The appellant claims that a question of fact was presented: First, in regard to the proper installation of the pulley. The testimony of the expert called by the .plaintiff was to the effect that the proper installation required the collar to be close against the pulley and that if so placed, even if the nuts loosened up, the bush could not have been forced out. He also testified that a lock nut should have been used to secure the two halves of the pulley. But the master is not required to provide the best instruments and machinery known, and so far as lock nuts are concerned, there is no evidence that such were ever used on pulleys of this kind, and, as the defendant procured machinery of the ordinary kind from a reputable firm who installed it in the usual way, his duty seems to have been performed. Second, on the question of proper inspection. This is the master’s duty which cannot be delegated, and the fact that the master employs a competent man to inspect does not relieve the master of liis liability, if the inspector does not properly inspect (Byrne v. Eastman’s Co. of N. Y., 163 N. Y. 461 ; McGuire v. Bell Tel. Co., 167 id. 208.) This accident occurred twenty minutes after eight in the morning, the plaintiff having gone to work at eight o’clock. The foreman testified that it was his duty to inspect; that he knew that these bolts were liable to loosen, and that it was his duty to tighten them, and that he had tightened them on many occasions. He testified generally that he had inspected the machinery that morning, but he did not testify that he inspected these particular bolts on this particular wheel. It is conceded that inspection was easy, and the looseness of these bolts and nuts could have been readily discovered by proper inspection; they were in plain sight if the inspector got close enough to the wheel. I- think that as the foreman, who said that he properly inspected, was the employee of the. defendant, and that if negli*338gence there was, it was his, it was for the jury to say whether he had performed his duty, and that as the accident occurred so shortly after the machinery started up, this, coupled with the condition of the wheel when examined after the accident, presented a question of fact, which the jury alone could determine, as to whether, under all the circumstances, there had been a proper or negligent inspection.

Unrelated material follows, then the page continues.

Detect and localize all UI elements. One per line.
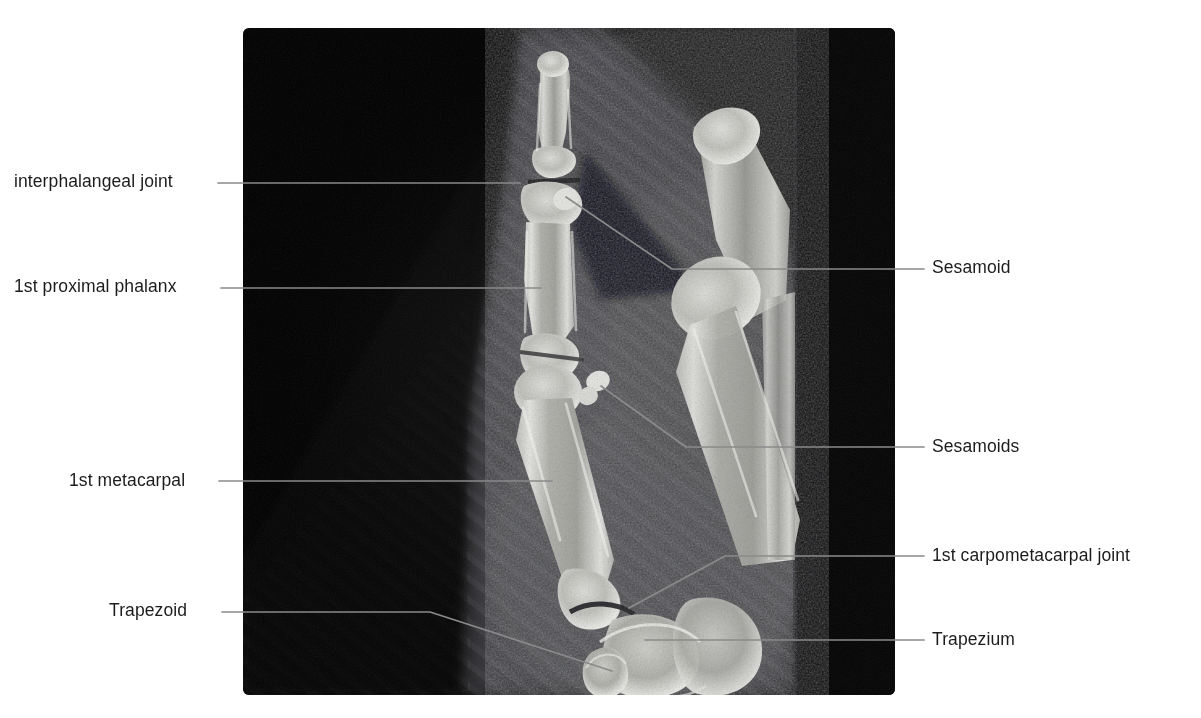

Upon a dismissal at the close of the plaintiffs ease, the evidence must be viewed in the light most favorable to the plaintiff, and as we think a question of fact was presented, the dismissal was error, the order appealed from should be reversed and a new trial granted,, with costs to the appellant to abide the event. '

Patterson, P, J., Ingraham, Laughlin and Scott, JJ., concurred.

Determination reversed, new trial ordered, costs to appellant to abide event.